Git Large File Storage might be a bit more popular than Fork. We know about 103 links to it since March 2021 and only 89 links to Fork. We are tracking product recommendations and mentions on various public social media platforms and blogs. They can help you identify which product is more popular and what people think of it.
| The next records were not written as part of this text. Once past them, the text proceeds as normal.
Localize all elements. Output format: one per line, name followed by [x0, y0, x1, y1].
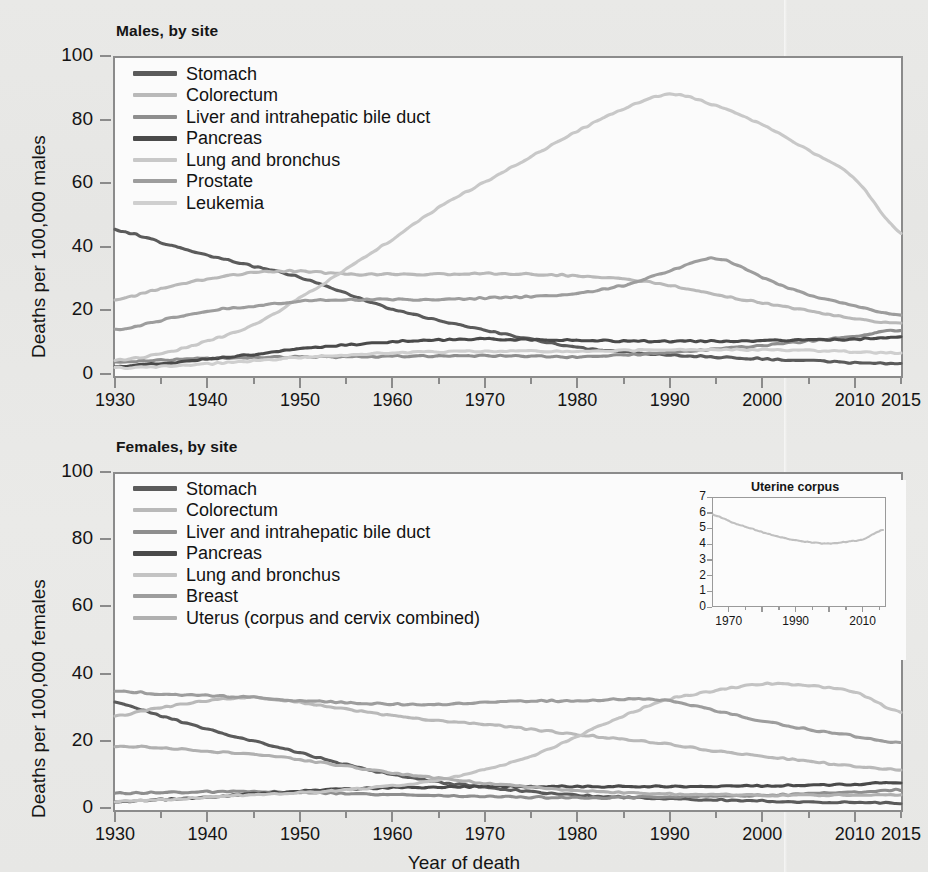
legend-swatch — [133, 508, 177, 512]
legend-item: Lung and bronchus — [133, 564, 480, 586]
legend-item: Stomach — [133, 478, 480, 500]
x-tick-mark-minor — [715, 812, 717, 818]
y-tick-label: 100 — [31, 44, 93, 66]
x-tick-mark-minor — [761, 812, 763, 822]
inset-y-tick-label: 5 — [688, 520, 706, 534]
x-tick-mark-minor — [299, 378, 301, 388]
x-tick-label: 2015 — [861, 824, 928, 845]
inset-y-tick-mark — [707, 591, 712, 592]
x-tick-mark-minor — [900, 378, 902, 384]
inset-y-tick-mark — [707, 528, 712, 529]
x-tick-label: 1970 — [445, 824, 525, 845]
legend-label: Uterus (corpus and cervix combined) — [186, 609, 480, 627]
inset-x-tick-mark — [795, 607, 796, 612]
legend-item: Liver and intrahepatic bile duct — [133, 106, 430, 128]
x-tick-mark-minor — [345, 812, 347, 818]
y-tick-label: 20 — [31, 298, 93, 320]
legend-label: Stomach — [186, 480, 257, 498]
legend-label: Lung and bronchus — [186, 151, 340, 169]
y-tick-mark — [100, 309, 111, 311]
inset-x-tick-mark — [728, 607, 729, 612]
inset-x-tick-mark — [761, 607, 762, 612]
y-tick-mark — [100, 373, 111, 375]
series-line — [713, 514, 883, 543]
inset-x-tick-label: 1990 — [771, 614, 821, 628]
series-line — [115, 697, 901, 770]
x-tick-label: 1950 — [260, 824, 340, 845]
legend-swatch — [133, 616, 177, 620]
inset-y-tick-label: 1 — [688, 583, 706, 597]
legend-label: Stomach — [186, 65, 257, 83]
inset-x-tick-mark — [862, 607, 863, 612]
x-tick-mark-minor — [576, 378, 578, 388]
x-tick-mark-minor — [900, 812, 902, 818]
x-tick-mark-minor — [206, 812, 208, 822]
y-tick-label: 60 — [31, 594, 93, 616]
legend-label: Leukemia — [186, 194, 264, 212]
inset-series-svg — [713, 498, 883, 604]
legend-swatch — [133, 201, 177, 205]
inset-plot-area — [712, 497, 886, 607]
x-tick-mark-minor — [715, 378, 717, 384]
inset-y-tick-label: 6 — [688, 505, 706, 519]
legend-item: Colorectum — [133, 85, 430, 107]
x-tick-mark-minor — [669, 378, 671, 388]
x-tick-label: 1970 — [445, 390, 525, 411]
legend-item: Pancreas — [133, 128, 430, 150]
y-tick-mark — [100, 119, 111, 121]
legend-swatch — [133, 573, 177, 577]
legend-label: Lung and bronchus — [186, 566, 340, 584]
inset-y-tick-mark — [707, 575, 712, 576]
males-panel-title: Males, by site — [116, 22, 218, 40]
y-tick-mark — [100, 740, 111, 742]
inset-x-tick-label: 1970 — [704, 614, 754, 628]
panel-males: Males, by site Deaths per 100,000 males … — [0, 0, 928, 420]
females-legend: StomachColorectumLiver and intrahepatic … — [133, 478, 480, 629]
inset-y-tick-mark — [707, 559, 712, 560]
inset-x-tick-mark — [845, 607, 846, 610]
y-tick-mark — [100, 807, 111, 809]
inset-x-tick-mark — [778, 607, 779, 610]
inset-y-tick-mark — [707, 512, 712, 513]
x-tick-mark-minor — [854, 378, 856, 388]
x-tick-label: 1930 — [75, 390, 155, 411]
legend-label: Pancreas — [186, 129, 262, 147]
x-tick-mark-minor — [391, 812, 393, 822]
y-tick-label: 100 — [31, 460, 93, 482]
inset-y-tick-mark — [707, 544, 712, 545]
inset-y-tick-label: 7 — [688, 489, 706, 503]
x-tick-mark-minor — [623, 812, 625, 818]
legend-label: Colorectum — [186, 86, 278, 104]
legend-item: Colorectum — [133, 500, 480, 522]
legend-swatch — [133, 486, 177, 491]
legend-item: Stomach — [133, 63, 430, 85]
x-tick-label: 1960 — [352, 390, 432, 411]
x-tick-label: 1950 — [260, 390, 340, 411]
x-tick-label: 1940 — [167, 824, 247, 845]
legend-swatch — [133, 115, 177, 119]
x-tick-mark-minor — [438, 812, 440, 818]
x-tick-mark-minor — [530, 378, 532, 384]
inset-x-tick-mark — [828, 607, 829, 612]
y-tick-label: 60 — [31, 171, 93, 193]
legend-swatch — [133, 530, 177, 534]
x-tick-mark-minor — [438, 378, 440, 384]
x-tick-mark-minor — [808, 378, 810, 384]
y-tick-mark — [100, 246, 111, 248]
x-tick-mark-minor — [854, 812, 856, 822]
inset-y-tick-label: 2 — [688, 568, 706, 582]
legend-swatch — [133, 179, 177, 183]
x-tick-mark-minor — [253, 378, 255, 384]
x-tick-mark-minor — [299, 812, 301, 822]
x-tick-label: 1990 — [630, 824, 710, 845]
y-tick-label: 40 — [31, 662, 93, 684]
panel-females: Females, by site Deaths per 100,000 fema… — [0, 420, 928, 872]
legend-swatch — [133, 158, 177, 162]
females-panel-title: Females, by site — [116, 438, 237, 456]
x-tick-label: 2015 — [861, 390, 928, 411]
x-tick-mark-minor — [206, 378, 208, 388]
y-tick-mark — [100, 182, 111, 184]
x-tick-label: 1980 — [537, 390, 617, 411]
y-tick-mark — [100, 471, 111, 473]
x-tick-label: 1930 — [75, 824, 155, 845]
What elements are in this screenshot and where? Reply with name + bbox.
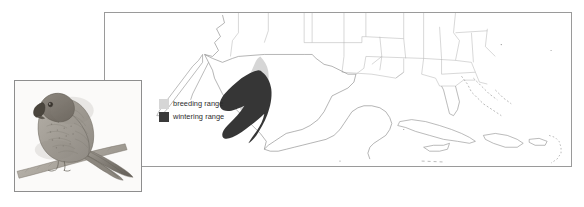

Git Large File Storage (git-lfs): An open source Git extension for versioning large files. - Source: dev.to / 3 months ago
Git-remote-s3 is a neat tool that provides you with the ability to use Amazon S3 as a Git Large File Storage (LFS) remote provider. It provides an implementation of a git remote helper to use S3 as a serverless Git server. The README provides good examples of how to set this up and example git commands that allow you to use this setup. This is pretty neat, and something I am going to try out for myself in future... - Source: dev.to / 7 months ago
The meta-data and model artifacts from experiment tracking can contain large amounts of data, such as the training model files, data files, metrics and logs, visualizations, configuration files, checkpoints, etc. In cases where the experiment tool doesn't support data storage, an alternative option is to track the training and validation data versions per experiment. They use remote data storage systems such as S3... - Source: dev.to / 11 months ago
What's the difference between this and Git-LFS? https://git-lfs.com/. - Source: Hacker News / about 1 year ago
It doesn't, since Git's data model has to be changed to content-defined chunks to solve the issue. You should look at git-lfs[1] instead. [1] https://git-lfs.com. - Source: Hacker News / about 1 year ago
Try Fork, it's still obviously git, but it's the easiest I've found so far: https://git-fork.com/. - Source: Hacker News / 2 months ago
Agreed. I’d pay for this (I pay for [Fork][1]), but never as a subscription. [1]: https://git-fork.com. - Source: Hacker News / 6 months ago
I find the GitHub Desktop tool to be rather clunky. I use git in various ways; * CLI for most small tasks * GUI for big tasks and getting an overview * Editor UI for small things if I am currently in the editor. * GitHub’s website for collaboration and GH specific tasks The GUI’s I use are: Git-Fork on macOS, Windows. Visually my favorite UI of all. https://git-fork.com Sublime Merge on macOS, Windows and Linux.... - Source: Hacker News / 8 months ago
Git Fork: a git client with a similar level of polish to Tower, but as a one-time purchase instead of a subscription product. https://git-fork.com/. - Source: Hacker News / 11 months ago
I do most of my "git"ing on the command line, but sometimes I need a graphical user interface (GUI) to really understand what's going on. When I need that, I reach for Fork. - Source: dev.to / about 1 year ago
Working Copy - The powerful Git client for iOS
GitKraken - The intuitive, fast, and beautiful cross-platform Git client.
CodeHub - CodeHub is the most complete, unofficial, client for GitHub on the iOS platform.
GitHub Desktop - GitHub Desktop is a seamless way to contribute to projects on GitHub and GitHub Enterprise.
GVfs - Git Virtual File System (by Microsoft)
SourceTree - Mac and Windows client for Mercurial and Git.